> Directions:
Output each record exactly, excluding pictures.

> Data to process:
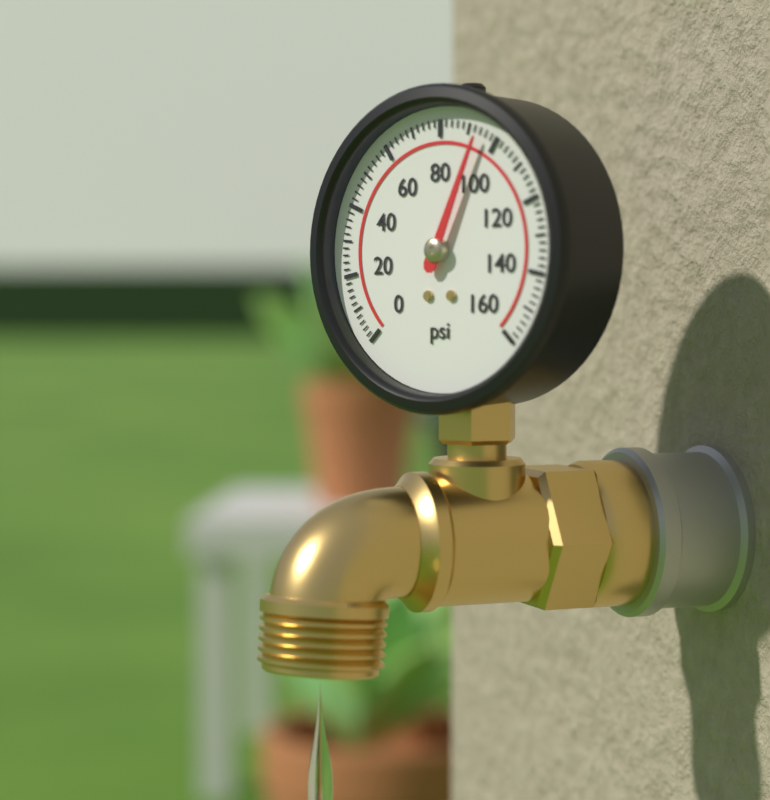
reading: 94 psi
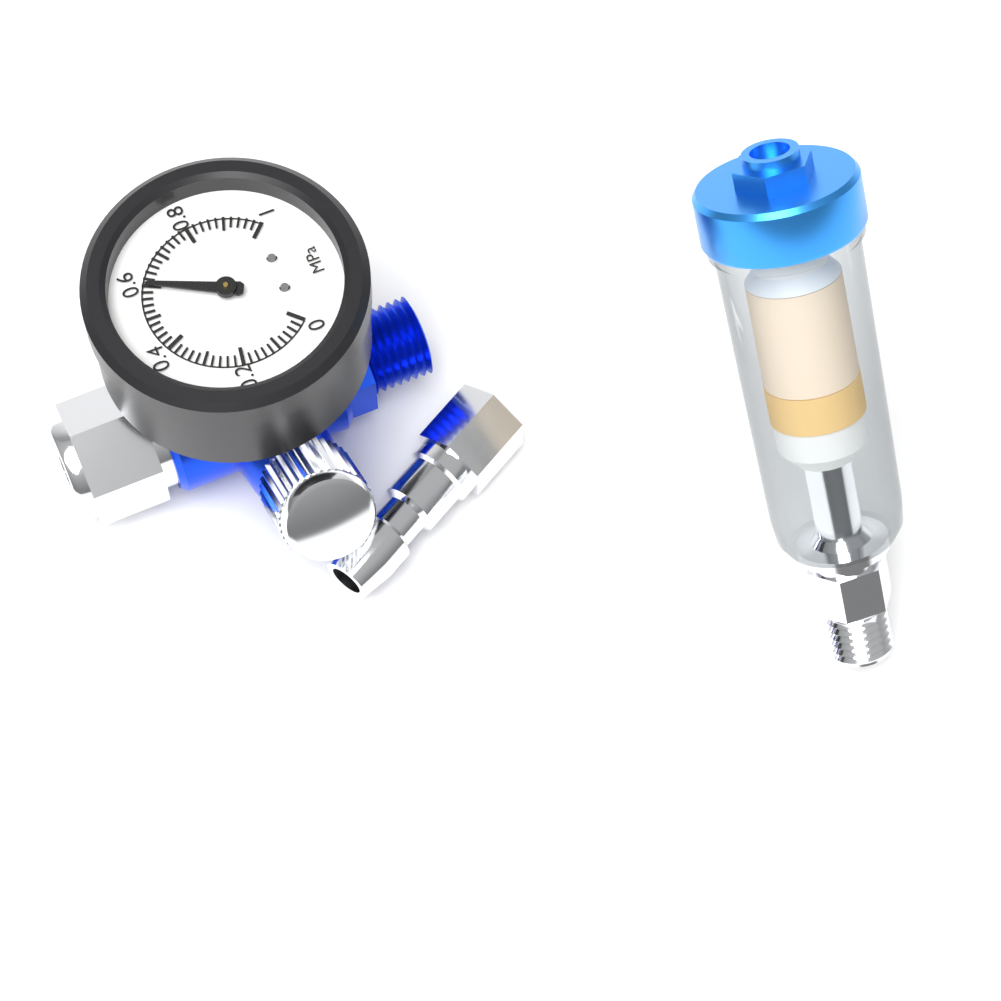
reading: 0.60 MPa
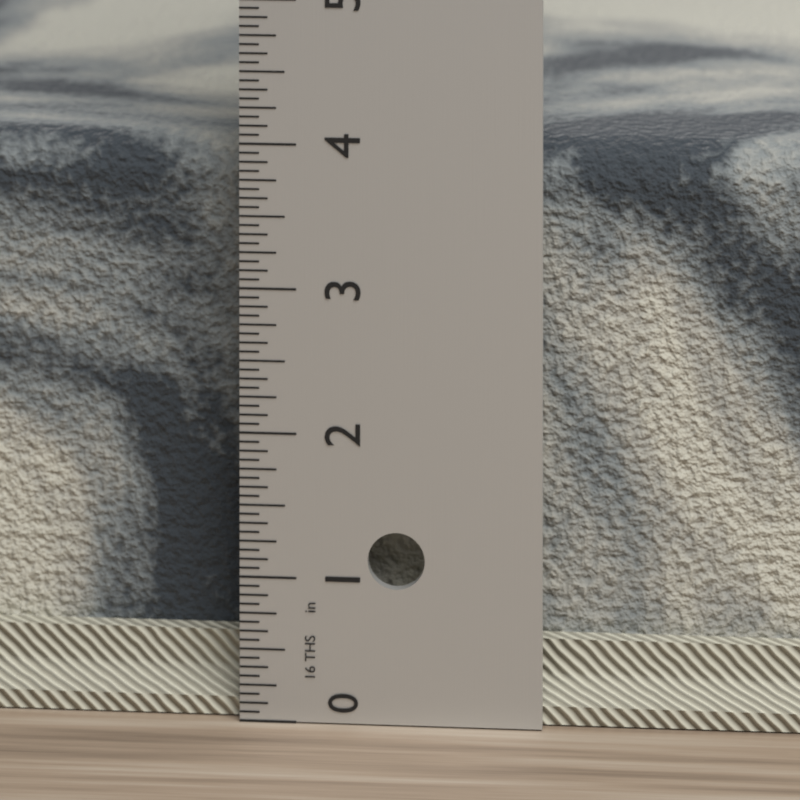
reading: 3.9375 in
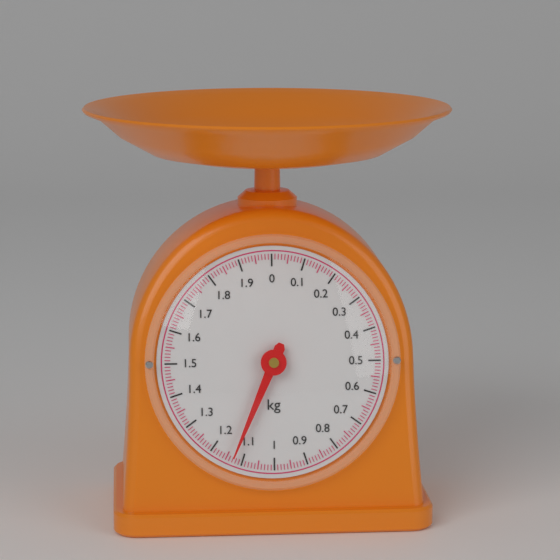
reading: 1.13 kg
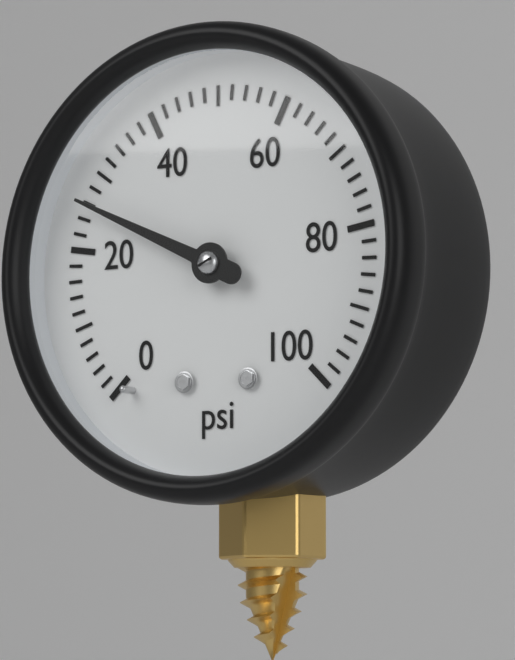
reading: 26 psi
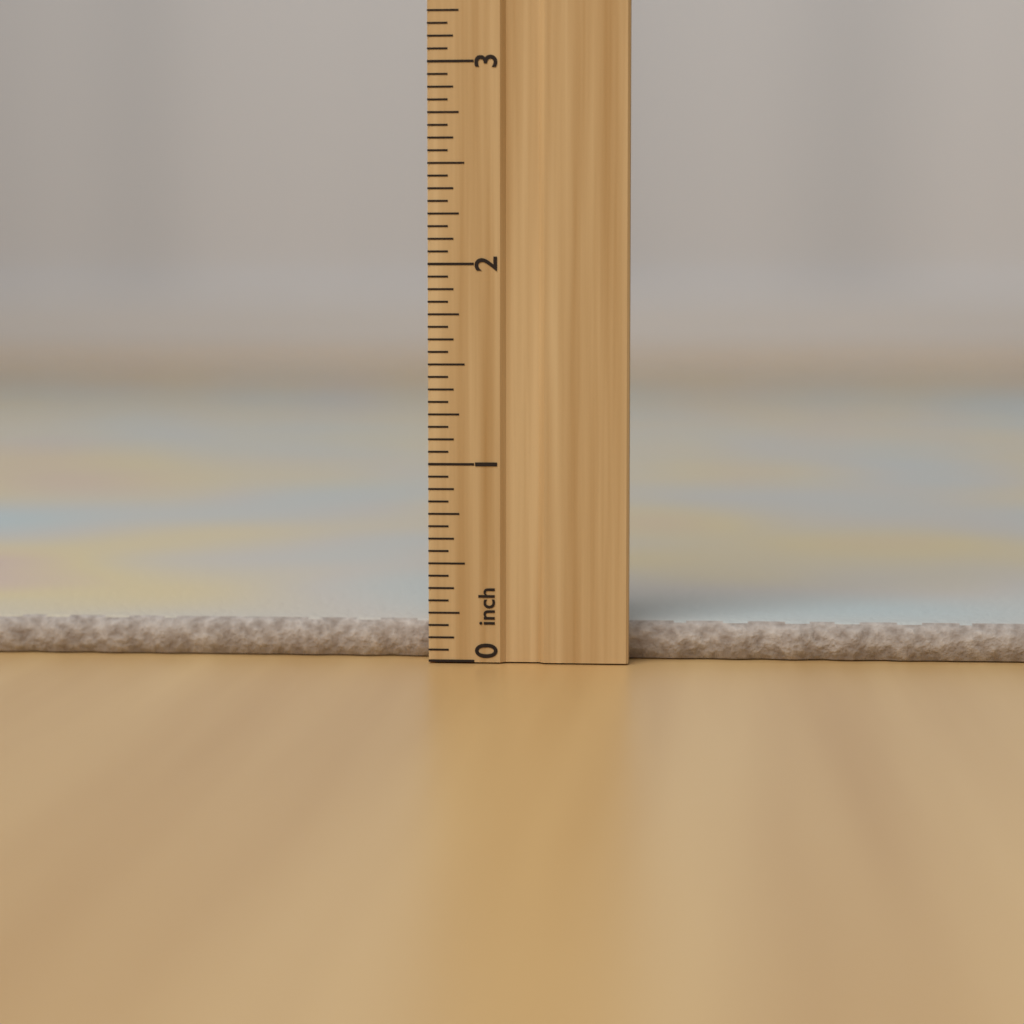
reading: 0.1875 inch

> Answer box:
reading: 94 psi
reading: 0.60 MPa
reading: 3.9375 in
reading: 1.13 kg
reading: 26 psi
reading: 0.1875 inch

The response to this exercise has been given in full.